In non-diabetics, very low carb intake can occasionally trigger reactive hypoglycemia, a condition where blood sugar crashes, causing shakiness, heart palpitations, sweating, and anxiety that subsides upon eating carbs. 

Some individuals are carb intolerant due to metabolic disorders. Consulting with a functional medicine practitioner helps uncover potential blood sugar regulation issues and customized carb intakes and supplements that prevent hypoglycemia while supporting ketosis. 

Constipation

Drastically reduced fiber from grains and certain veggies may cause constipation, an uncomfortable side effect of keto. 

Staying hydrated, adding coconut oil or MCTs to drinks, taking magnesium, eating plenty of low-carb veggies, and possibly psyllium husk can relieve this. 

Move bowels promptly when the urge arises. Working with a nutritionist ensures balanced nutrient intake.   

High Cholesterol

Keto shifts LDL particles to lower risk large, fluffy LDL but in certain individuals, it may raise overall total cholesterol and LDL on blood tests. 

Get tested 3-6 months into keto and annually. If numbers are very elevated, adjust fat macros, exercise more, increase fiber, and improve diet quality. 

Discuss medication if needed. LDL should lower after adaptation.

Kidney Strain 

In those with healthy kidneys, keto does not damage them despite higher protein. However, those with chronic kidney disease require close medical supervision, limited protein, and higher carbs. 

The diuretic effect of keto also alters hydration and electrolytes which strains kidneys if intake is inadequate.

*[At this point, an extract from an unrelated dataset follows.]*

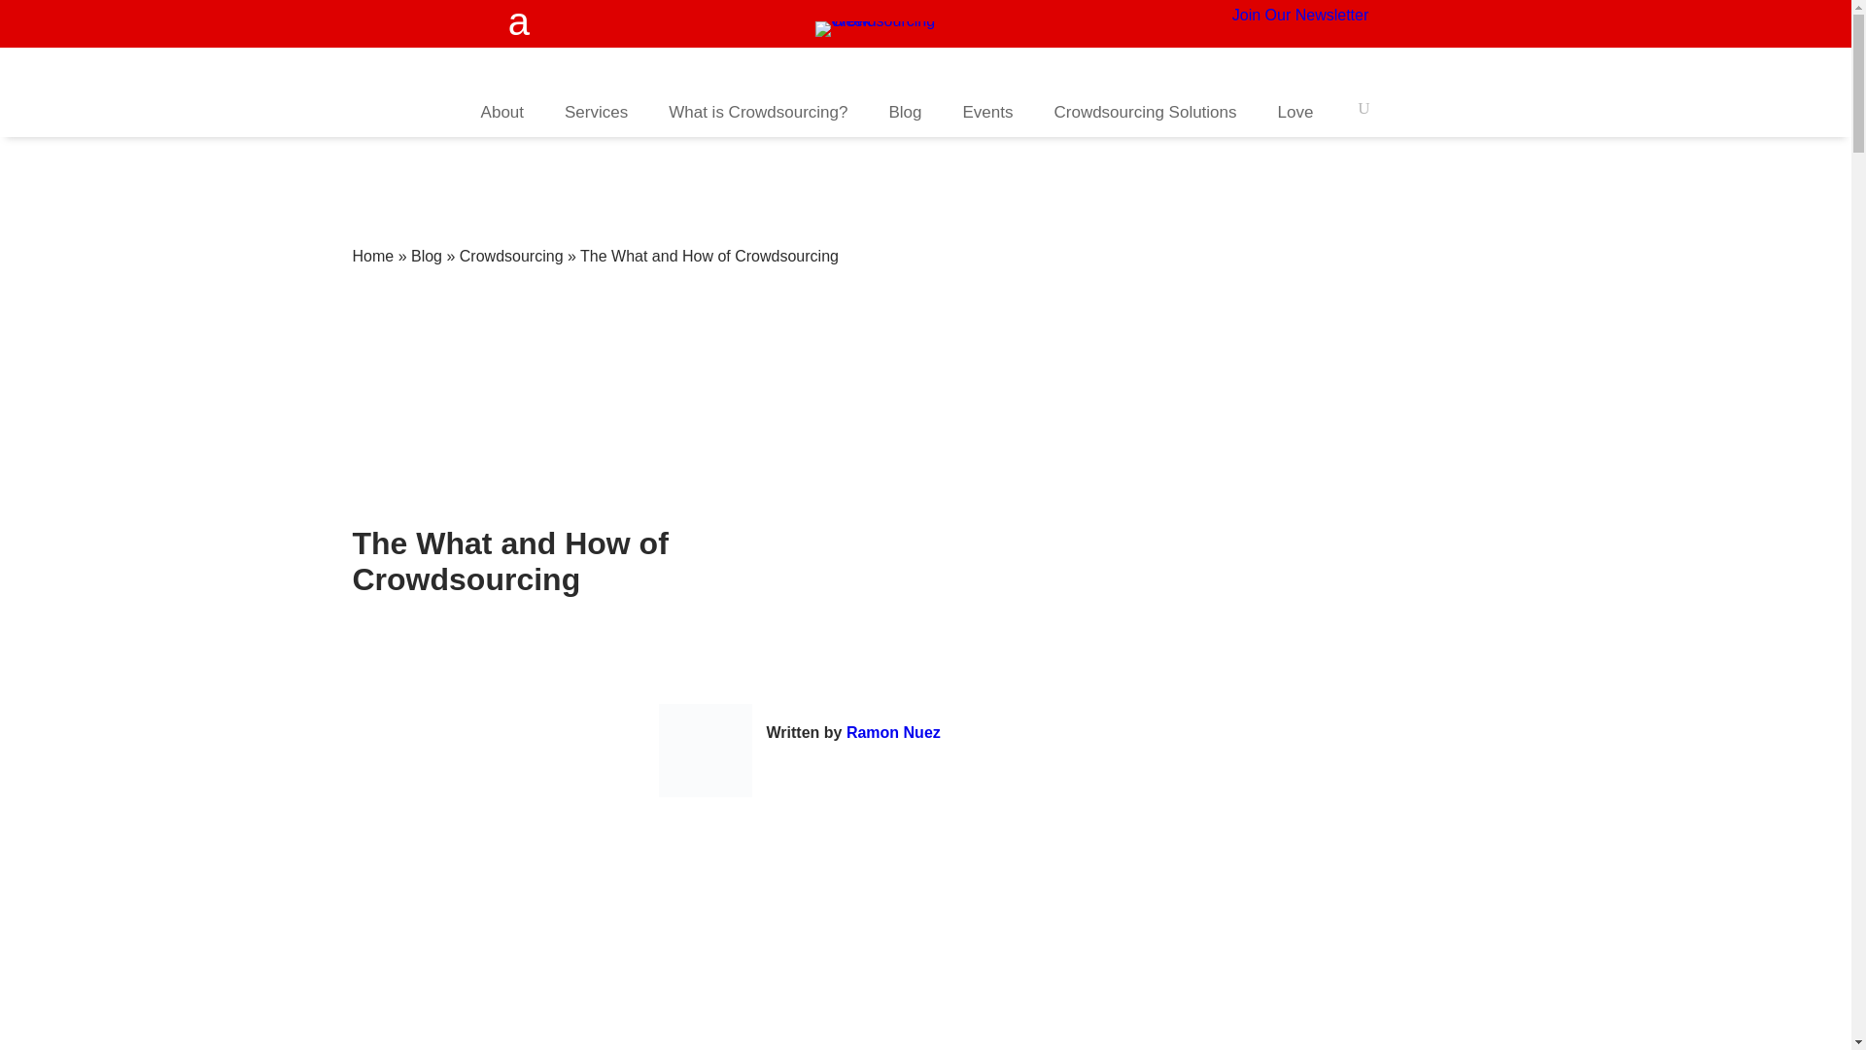  I want to click on Crowdsourcing Week, so click(892, 28).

Drink sufficient fluids and balance electrolytes. 

Avoid keto if you have kidney disease without a doctor's oversight.

Conclusion

When adhered to short-term or in an unbalanced manner, the keto diet does pose certain risks like hypoglycemia, constipation, nutrient deficiency, kidney strain, high cholesterol, and side effects during adaptation. 

However, with proper precautions, medical oversight if needed, sufficient calories from wholesome foods, electrolyte balance, and moderate activity, most healthy individuals can successfully remain in long-term ketosis without complication. 

Understand that transitioning from a high-carb to keto metabolism involves a natural adaptation period before benefits are realized. 

Work with a functional medicine doctor to rule out complicating disorders, obtain baseline testing, and monitor health markers periodically. 

While not right for everyone, approached intelligently, the ketogenic diet offers transformative benefits for health, cognition, longevity and more.